Researchers from the LNM Institute of Information Technology and the Indian Institute of Information Technology recently proposed a new model for AI—one that goes through a human life cycle. The team focused on pairing different AI systems with their functional equivalents in the human brain. By mimicking our own biological advantages, the researchers believe that AI could eventually become an ever-evolving assistant that learns to better suit individual users’ needs.
Freed from the bounds of biology, AI can learn from data at speeds incomprehensible to the human mind. And with that speed, AI can accomplish things that might normally take a human hours to complete, like analyzing a database of thousands of customer habits. But our brain, sculpted by millions upon millions of years of evolution, is more energy efficient, more adaptable, and can learn from a relatively limited pool of data—we don’t need to see thousands of images of horses to learn what a horse is.
To mimic these biological benefits, some scientists think we need to push AI more toward how the human brain itself functions. For some, that’s led to the idea of neuromorphic computing, which aims to replicate the human brain’s neural structures within computers; for others, it means tearing down current AI architectures and starting from scratch.
But a new peer-reviewed article published earlier this year in the International Journal of Transdisciplinary Research and Perspectives is taking a slightly different approach. Researchers are pairing AI systems with parts of the human brain, while also giving the AIs their own version of a human life cycle. According to the paper, the new AI system develops a personality, sleeps, dreams—and eventually dies. This means AI could essentially become an assistant that progressively adapts to its user, rather than just a rigid input-output machine.

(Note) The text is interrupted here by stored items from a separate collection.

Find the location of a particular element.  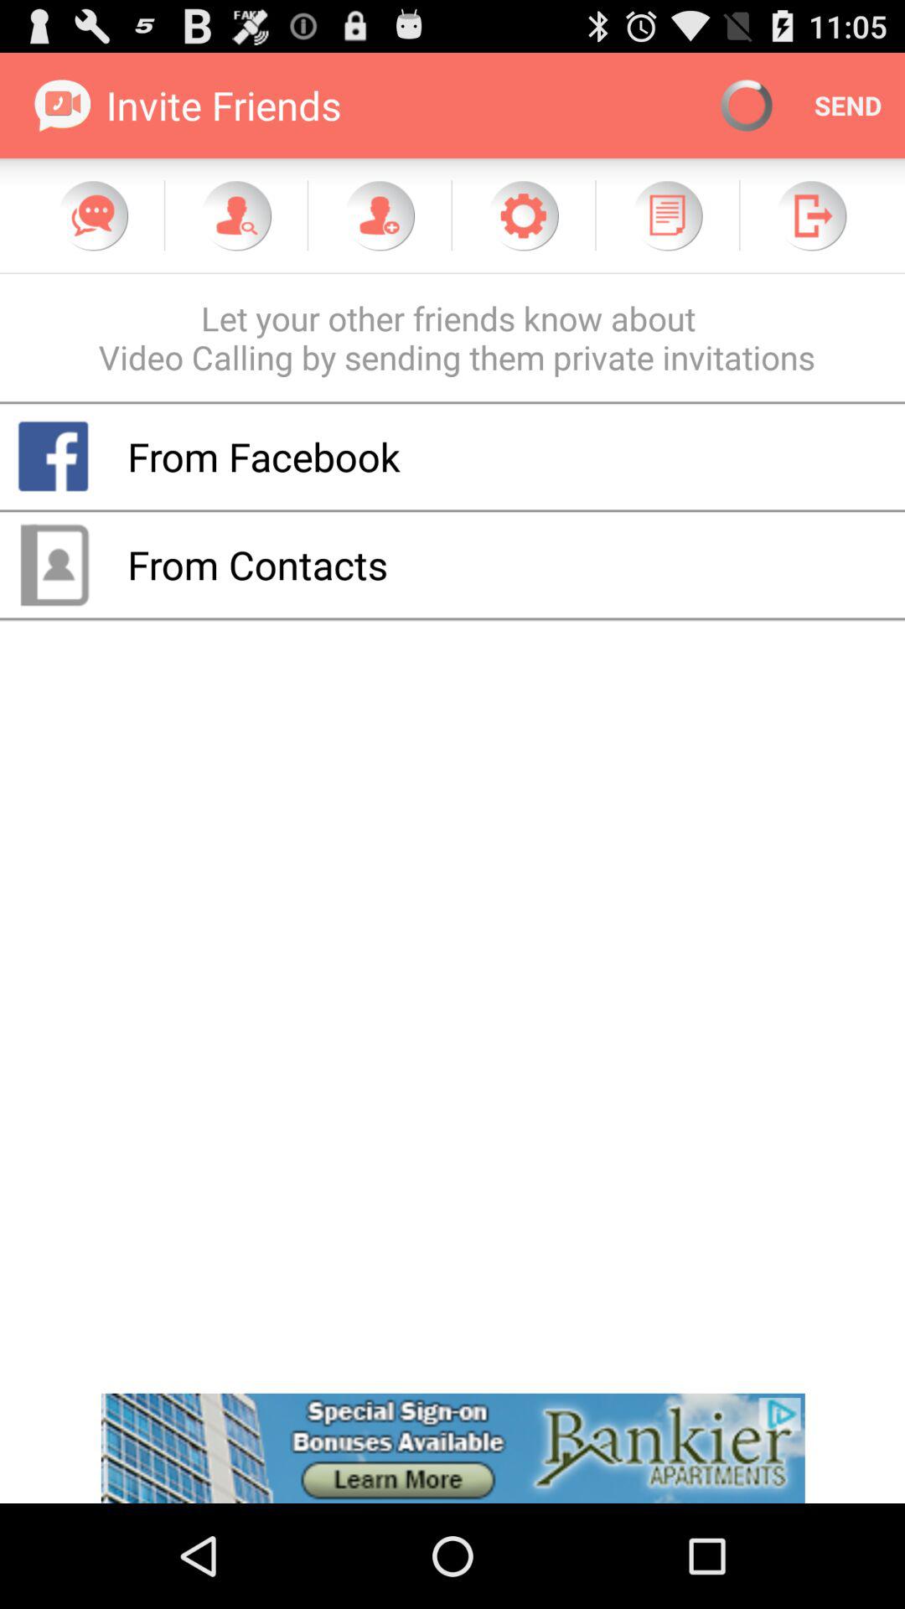

find friends is located at coordinates (236, 215).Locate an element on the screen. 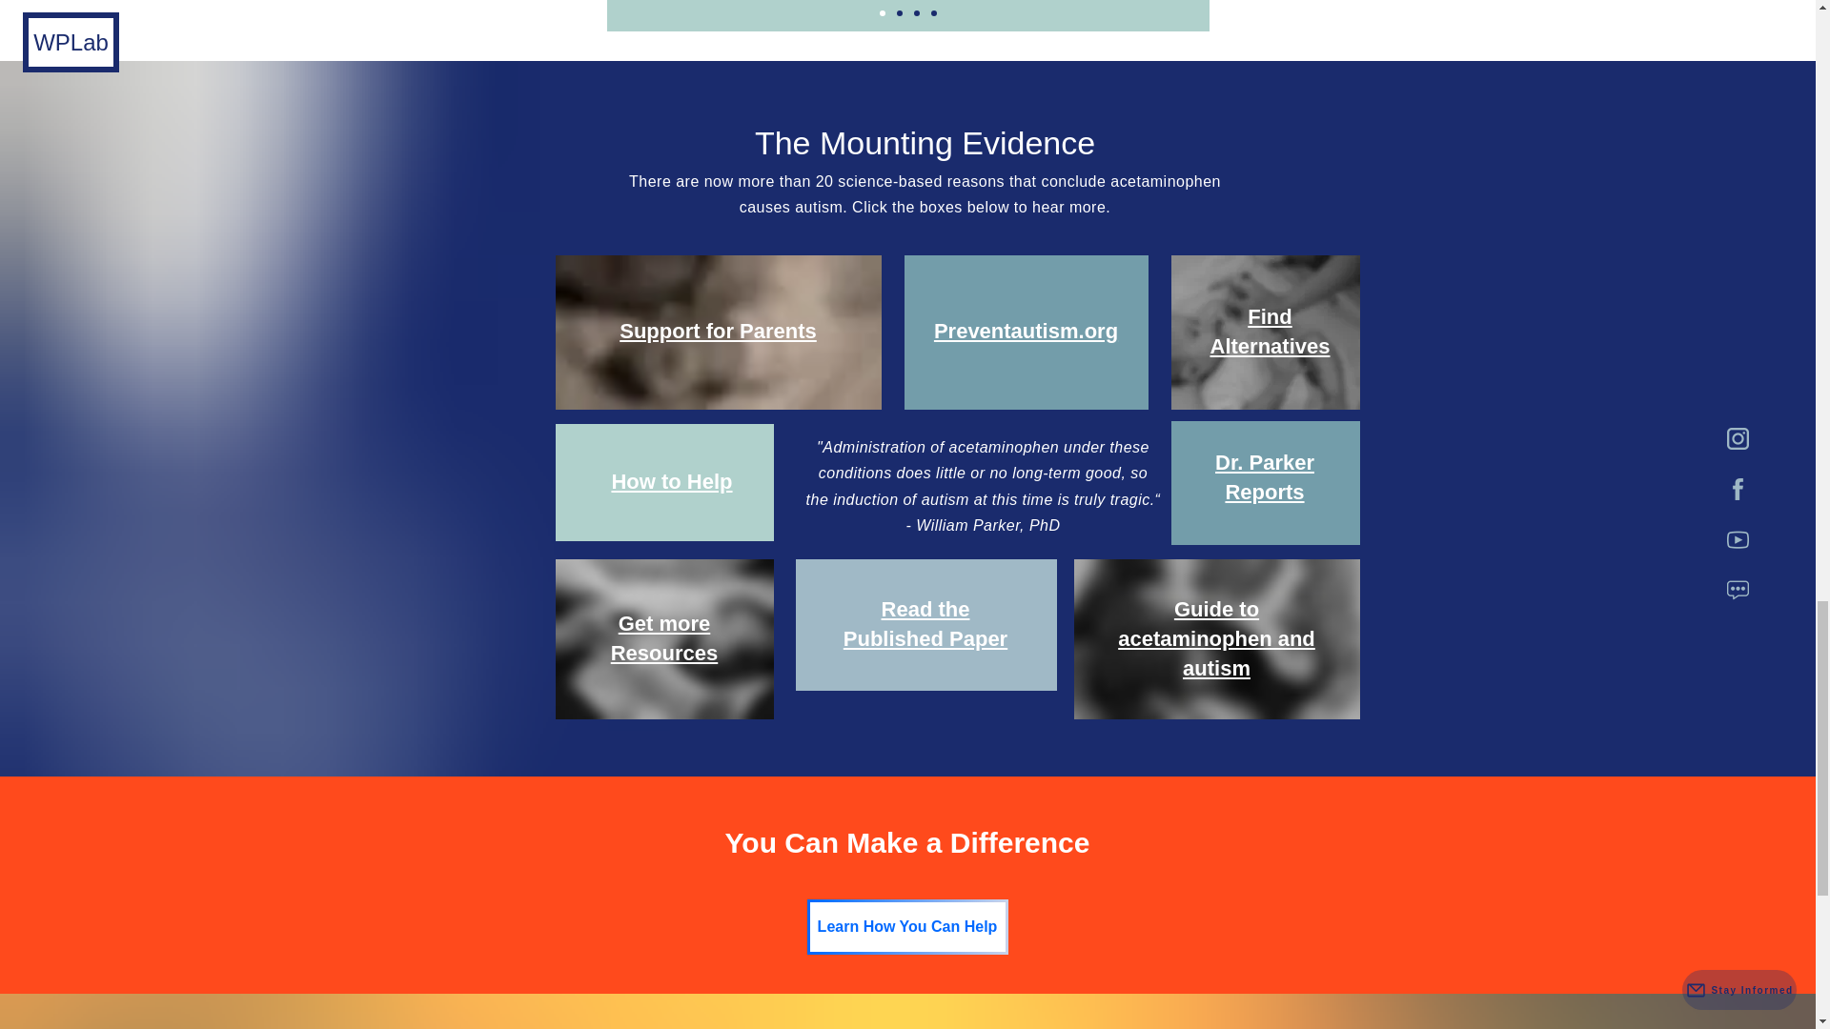 The image size is (1830, 1029). Dr. Parker Reports is located at coordinates (1264, 477).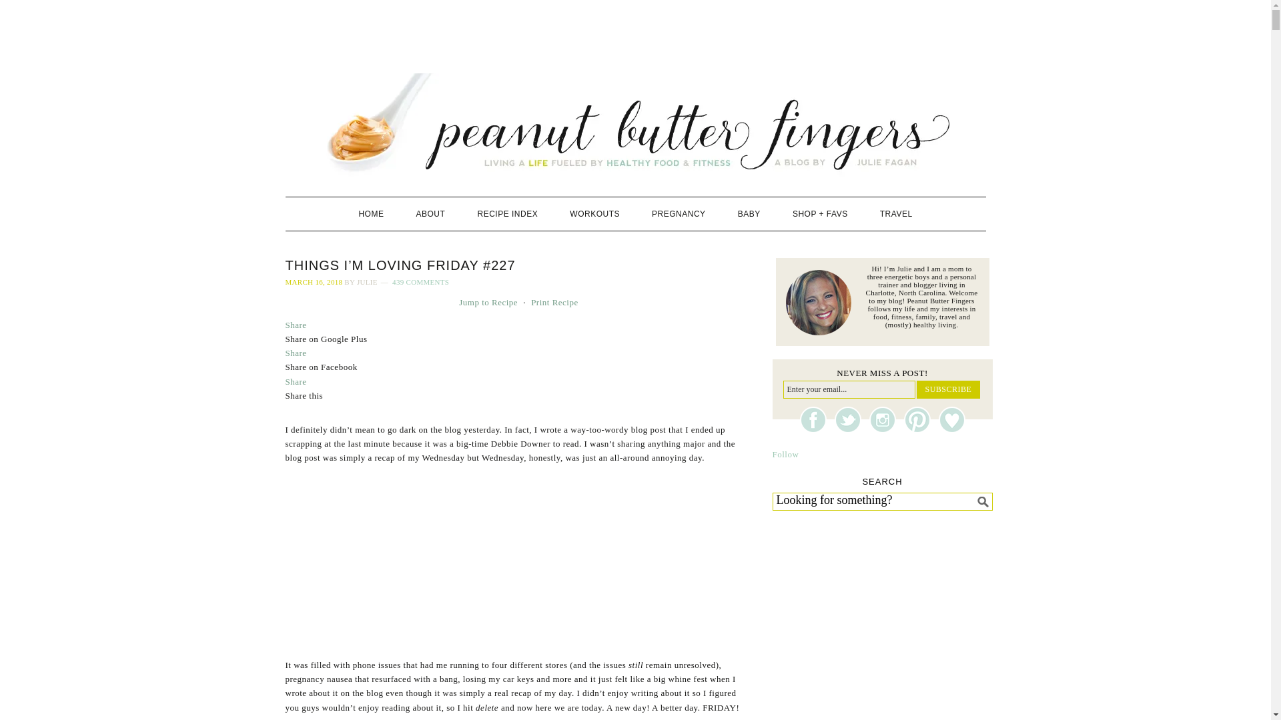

In the paper, computer scientist Krrish Choudhary at the LNM Institute of Information Technology in Jaipur, India, along with his coauthor, Tanvi Kandoi from the Indian Institute of Information Technology, use a neuroscience-inspired approach to replicate the human mind. They draw parallels between AI models and nearly two dozen brain structures, processes, hormones, and neurotransmitters. For example, the visual cortex could be paired with Google DeepMind’s vision-language model (VLM), PaliGemma. Here, “REM sleep” would play out via synthetic generation—or the AI generating text, images, and videos the same way our brains create scenes while dreaming.
“The architecture described in the paper organizes intelligence into specialized subsystems, closely mirroring the functional layout of the brain,” Choudhary says in an email. “This differs sharply from neuromorphic computing—instead, our approach focuses on functional equivalence, using existing AI components to reconstruct the organizational logic of the brain.”